An Edmonton company has created a smarter, greener battery that can store and use energy efficiently and may help put an end to energy poverty.
Founder and president Connie Stacey started Growing Greener Innovations in 2014 with the goal of making Grengine a reality. She came up with the idea for the emission-free, lithium-ion battery while out walking her twin boys in a stroller. They had just fallen asleep when she walked them past a construction site where a diesel generator was running.
“As I kept walking, I thought, ‘Why do we use those damn generators?’ They’re loud, they’re smelly, they’re horrible on the environment, they’re expensive — there’s not a lot of positive things about them,” Stacey says. “And I thought, ‘Why not use a battery system?’ ”

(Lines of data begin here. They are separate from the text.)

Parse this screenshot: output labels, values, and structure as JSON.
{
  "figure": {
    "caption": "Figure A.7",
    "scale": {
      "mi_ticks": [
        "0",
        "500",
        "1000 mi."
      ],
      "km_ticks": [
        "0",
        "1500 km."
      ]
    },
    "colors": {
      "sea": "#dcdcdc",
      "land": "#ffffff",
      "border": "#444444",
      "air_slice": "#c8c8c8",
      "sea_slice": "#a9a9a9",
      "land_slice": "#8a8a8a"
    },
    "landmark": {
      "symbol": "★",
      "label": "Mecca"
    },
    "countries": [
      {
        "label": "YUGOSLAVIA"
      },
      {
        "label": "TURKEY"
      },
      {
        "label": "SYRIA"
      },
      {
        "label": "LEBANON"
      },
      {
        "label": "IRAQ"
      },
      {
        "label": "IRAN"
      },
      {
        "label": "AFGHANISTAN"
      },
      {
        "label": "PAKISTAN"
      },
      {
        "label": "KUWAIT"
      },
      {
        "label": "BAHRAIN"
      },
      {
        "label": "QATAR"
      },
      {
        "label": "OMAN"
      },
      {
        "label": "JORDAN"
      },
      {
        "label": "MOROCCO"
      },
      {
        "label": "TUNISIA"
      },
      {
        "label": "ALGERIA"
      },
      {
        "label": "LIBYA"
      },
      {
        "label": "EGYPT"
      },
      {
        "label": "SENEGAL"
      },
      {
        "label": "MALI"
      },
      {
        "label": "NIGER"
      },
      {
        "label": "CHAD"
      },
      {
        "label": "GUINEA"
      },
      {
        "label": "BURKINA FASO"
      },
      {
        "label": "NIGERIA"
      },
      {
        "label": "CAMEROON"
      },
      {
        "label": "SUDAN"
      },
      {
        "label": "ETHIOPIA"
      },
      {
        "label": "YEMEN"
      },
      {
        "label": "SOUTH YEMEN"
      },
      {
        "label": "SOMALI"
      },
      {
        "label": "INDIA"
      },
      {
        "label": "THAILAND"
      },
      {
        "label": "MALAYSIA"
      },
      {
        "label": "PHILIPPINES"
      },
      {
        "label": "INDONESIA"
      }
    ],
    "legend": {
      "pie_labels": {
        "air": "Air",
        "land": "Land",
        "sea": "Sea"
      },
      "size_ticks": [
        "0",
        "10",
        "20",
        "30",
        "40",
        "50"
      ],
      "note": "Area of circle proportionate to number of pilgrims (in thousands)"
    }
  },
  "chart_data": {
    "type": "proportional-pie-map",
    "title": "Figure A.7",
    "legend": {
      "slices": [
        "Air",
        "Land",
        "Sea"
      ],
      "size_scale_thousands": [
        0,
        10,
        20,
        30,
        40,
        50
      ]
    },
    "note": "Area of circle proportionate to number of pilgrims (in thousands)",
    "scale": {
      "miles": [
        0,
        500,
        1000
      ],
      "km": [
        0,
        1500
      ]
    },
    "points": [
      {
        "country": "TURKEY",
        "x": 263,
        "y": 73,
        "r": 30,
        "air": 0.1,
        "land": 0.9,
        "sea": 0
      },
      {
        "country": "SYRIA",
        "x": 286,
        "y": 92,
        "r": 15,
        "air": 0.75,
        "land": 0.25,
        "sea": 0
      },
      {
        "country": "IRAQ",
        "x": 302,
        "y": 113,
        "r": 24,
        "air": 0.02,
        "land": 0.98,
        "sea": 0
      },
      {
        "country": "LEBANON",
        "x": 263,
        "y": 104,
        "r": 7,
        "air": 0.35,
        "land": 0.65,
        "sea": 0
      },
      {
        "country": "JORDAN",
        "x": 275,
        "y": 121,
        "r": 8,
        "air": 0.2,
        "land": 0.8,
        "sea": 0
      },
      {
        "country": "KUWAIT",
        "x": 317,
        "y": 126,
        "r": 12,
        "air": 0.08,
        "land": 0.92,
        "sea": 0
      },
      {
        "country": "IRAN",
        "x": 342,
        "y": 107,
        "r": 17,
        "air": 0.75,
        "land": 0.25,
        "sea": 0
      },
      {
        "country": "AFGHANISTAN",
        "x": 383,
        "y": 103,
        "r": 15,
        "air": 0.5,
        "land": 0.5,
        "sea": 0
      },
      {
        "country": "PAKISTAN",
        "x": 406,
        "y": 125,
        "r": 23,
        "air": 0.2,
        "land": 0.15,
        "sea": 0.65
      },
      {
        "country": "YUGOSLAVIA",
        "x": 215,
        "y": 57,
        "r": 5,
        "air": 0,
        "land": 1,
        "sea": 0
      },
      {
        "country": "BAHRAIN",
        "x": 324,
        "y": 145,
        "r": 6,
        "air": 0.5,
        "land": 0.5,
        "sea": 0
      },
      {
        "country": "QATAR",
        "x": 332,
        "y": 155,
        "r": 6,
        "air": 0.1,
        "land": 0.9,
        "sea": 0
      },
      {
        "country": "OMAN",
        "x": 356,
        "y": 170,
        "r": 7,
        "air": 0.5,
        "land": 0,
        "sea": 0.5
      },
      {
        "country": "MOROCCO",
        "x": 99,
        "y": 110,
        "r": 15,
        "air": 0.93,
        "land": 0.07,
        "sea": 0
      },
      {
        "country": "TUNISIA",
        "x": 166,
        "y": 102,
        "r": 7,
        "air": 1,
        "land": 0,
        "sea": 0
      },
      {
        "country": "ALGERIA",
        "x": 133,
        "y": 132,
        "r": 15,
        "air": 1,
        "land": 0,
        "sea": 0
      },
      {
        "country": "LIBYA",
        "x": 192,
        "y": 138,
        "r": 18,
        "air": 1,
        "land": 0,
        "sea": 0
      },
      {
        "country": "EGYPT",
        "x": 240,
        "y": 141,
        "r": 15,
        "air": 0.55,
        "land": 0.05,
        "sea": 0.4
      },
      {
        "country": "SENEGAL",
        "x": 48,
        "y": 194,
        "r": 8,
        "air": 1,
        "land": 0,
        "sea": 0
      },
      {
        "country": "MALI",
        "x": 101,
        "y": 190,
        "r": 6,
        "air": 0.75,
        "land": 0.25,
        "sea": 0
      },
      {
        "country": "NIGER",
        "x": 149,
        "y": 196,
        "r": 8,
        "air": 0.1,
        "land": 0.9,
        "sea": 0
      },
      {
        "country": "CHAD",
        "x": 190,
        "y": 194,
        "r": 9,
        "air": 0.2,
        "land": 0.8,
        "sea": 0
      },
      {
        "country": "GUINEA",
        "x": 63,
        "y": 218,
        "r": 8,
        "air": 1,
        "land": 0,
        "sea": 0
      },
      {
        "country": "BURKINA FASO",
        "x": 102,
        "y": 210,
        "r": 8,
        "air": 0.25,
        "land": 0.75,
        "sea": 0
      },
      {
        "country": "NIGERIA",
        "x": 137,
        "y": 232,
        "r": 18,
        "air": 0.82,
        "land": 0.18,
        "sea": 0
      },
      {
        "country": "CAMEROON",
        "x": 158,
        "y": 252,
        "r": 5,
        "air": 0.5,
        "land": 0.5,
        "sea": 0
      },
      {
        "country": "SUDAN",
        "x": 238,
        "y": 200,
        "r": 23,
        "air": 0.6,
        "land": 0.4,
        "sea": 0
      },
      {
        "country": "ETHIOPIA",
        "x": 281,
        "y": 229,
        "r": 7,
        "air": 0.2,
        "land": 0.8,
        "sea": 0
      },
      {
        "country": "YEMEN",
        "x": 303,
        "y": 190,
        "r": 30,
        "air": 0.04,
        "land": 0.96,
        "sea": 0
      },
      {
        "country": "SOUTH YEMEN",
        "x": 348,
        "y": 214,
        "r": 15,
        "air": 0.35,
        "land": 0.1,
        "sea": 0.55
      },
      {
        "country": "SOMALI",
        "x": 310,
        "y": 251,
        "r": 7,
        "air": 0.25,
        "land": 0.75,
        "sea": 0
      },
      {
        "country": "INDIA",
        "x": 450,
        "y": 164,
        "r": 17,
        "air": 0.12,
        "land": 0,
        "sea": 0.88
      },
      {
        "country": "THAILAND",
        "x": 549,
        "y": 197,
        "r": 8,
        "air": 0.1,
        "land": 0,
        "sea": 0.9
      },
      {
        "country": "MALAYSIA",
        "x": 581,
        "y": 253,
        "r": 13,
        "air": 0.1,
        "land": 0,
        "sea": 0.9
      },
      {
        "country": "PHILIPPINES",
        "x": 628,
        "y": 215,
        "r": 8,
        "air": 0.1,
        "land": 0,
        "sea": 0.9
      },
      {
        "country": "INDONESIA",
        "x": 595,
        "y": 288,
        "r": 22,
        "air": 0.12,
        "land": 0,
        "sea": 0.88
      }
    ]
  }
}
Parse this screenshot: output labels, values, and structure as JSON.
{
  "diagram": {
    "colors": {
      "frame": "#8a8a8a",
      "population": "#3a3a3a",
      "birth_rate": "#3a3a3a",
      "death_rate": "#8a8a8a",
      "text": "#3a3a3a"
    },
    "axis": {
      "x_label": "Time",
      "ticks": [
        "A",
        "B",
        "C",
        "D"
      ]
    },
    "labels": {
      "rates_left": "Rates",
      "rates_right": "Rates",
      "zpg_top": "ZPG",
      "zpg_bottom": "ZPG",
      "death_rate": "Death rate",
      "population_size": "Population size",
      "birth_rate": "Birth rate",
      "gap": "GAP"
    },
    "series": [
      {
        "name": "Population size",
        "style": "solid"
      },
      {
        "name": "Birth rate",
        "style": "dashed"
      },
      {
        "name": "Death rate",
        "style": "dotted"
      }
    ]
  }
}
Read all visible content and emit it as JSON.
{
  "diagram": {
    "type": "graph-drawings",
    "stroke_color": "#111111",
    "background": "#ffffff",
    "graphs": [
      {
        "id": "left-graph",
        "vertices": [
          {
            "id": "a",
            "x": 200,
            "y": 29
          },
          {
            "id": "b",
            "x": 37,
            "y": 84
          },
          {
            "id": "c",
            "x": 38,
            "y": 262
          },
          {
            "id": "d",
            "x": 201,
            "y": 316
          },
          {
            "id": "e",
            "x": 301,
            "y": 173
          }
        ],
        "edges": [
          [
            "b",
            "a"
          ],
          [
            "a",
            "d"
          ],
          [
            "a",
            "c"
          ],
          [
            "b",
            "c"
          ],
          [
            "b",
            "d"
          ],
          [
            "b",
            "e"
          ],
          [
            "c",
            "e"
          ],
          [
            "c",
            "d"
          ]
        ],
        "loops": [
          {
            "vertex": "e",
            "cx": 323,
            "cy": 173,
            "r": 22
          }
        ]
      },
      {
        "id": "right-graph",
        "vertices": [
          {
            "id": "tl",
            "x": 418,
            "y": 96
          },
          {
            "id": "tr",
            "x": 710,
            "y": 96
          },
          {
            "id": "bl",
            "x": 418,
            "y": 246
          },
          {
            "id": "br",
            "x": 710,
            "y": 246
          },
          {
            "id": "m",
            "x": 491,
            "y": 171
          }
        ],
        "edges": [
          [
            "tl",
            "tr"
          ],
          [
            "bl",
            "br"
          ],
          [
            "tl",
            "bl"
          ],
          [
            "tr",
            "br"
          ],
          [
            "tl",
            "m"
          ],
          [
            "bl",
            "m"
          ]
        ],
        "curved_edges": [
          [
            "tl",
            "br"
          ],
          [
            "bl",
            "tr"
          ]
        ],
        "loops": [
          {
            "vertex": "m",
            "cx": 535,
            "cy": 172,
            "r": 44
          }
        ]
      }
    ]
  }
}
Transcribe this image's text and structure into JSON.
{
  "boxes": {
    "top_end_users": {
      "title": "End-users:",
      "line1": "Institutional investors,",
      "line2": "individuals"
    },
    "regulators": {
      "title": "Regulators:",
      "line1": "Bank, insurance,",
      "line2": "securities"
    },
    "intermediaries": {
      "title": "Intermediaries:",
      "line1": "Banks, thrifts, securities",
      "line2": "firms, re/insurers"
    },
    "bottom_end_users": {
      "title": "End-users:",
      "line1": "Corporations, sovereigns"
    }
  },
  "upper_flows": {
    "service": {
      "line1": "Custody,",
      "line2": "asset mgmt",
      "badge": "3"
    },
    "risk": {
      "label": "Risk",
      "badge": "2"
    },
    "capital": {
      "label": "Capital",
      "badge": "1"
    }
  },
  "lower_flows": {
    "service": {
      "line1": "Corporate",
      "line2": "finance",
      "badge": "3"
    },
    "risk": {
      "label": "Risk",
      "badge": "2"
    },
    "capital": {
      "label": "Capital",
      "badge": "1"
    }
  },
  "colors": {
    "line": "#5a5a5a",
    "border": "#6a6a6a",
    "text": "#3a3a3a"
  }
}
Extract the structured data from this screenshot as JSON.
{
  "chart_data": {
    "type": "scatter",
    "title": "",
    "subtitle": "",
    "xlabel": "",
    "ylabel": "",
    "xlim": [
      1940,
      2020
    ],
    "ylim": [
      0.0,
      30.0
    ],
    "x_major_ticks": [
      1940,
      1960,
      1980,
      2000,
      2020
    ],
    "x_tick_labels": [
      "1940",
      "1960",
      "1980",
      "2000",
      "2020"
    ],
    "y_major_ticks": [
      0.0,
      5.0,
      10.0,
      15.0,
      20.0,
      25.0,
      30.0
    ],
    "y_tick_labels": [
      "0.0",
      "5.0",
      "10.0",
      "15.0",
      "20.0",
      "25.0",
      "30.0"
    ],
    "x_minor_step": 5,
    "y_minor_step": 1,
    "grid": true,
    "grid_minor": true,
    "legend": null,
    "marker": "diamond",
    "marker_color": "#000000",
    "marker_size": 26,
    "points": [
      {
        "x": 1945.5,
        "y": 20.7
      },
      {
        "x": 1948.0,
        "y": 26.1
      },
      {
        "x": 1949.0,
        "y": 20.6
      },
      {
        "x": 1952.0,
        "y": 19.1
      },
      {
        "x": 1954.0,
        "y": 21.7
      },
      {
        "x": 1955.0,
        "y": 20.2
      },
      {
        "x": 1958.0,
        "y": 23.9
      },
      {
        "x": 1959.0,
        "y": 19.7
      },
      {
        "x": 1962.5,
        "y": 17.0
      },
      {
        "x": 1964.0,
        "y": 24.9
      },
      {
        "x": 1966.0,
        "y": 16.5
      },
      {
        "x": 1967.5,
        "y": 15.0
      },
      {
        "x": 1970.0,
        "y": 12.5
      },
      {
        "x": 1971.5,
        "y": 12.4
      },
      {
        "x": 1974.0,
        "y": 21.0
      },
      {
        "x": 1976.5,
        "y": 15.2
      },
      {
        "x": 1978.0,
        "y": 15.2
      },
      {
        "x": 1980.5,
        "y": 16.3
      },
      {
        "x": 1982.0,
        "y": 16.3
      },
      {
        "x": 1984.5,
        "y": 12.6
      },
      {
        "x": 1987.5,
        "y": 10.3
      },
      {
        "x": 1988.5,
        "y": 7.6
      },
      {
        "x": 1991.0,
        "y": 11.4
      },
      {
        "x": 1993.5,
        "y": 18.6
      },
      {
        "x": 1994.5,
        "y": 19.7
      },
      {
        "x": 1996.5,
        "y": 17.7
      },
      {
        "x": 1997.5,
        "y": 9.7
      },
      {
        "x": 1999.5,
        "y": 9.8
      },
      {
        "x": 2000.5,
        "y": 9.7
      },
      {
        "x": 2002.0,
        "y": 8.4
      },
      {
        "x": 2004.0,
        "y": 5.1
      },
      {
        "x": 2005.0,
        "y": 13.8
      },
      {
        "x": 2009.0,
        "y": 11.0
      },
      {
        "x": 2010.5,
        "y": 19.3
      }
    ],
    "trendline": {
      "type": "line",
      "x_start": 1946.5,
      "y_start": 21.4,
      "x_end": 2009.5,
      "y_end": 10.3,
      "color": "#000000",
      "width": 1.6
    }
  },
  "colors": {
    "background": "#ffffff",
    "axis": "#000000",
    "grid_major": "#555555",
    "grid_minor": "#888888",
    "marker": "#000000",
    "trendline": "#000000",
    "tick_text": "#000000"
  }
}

Talking to friends who work in the trades, Stacey discovered that many of them would value an electric generator for the silence alone — never mind the difference in cost and emissions.
Legally, a diesel generator can emit up to 805 grams of CO per kilowatt hour — the equivalent of a Honda Civic driving 2,863 kilometres — and many do. Whereas the Grengine Ultralite, a compact version of Growing Greener’s battery system, can operate for 480 watt hours without producing any CO or other emissions.
But that’s just the beginning. Not only does the Ultralite have a big sister on the way, the Grengine 1000, which will allow users to easily add more batteries, but a full Grengine system will provide energy storage and regulation for households and businesses.
The system is designed to require minimum installation time, which keeps the cost down to an estimated $500 per kilowatt hour. The batteries snap together like Lego and are designed to determine for themselves in which order they should charge or discharge energy.
“We created them to have a certain level of intelligence,” Stacey explains.
With the installation cost in check, it opens up the industrial energy efficiency market for Growing Greener.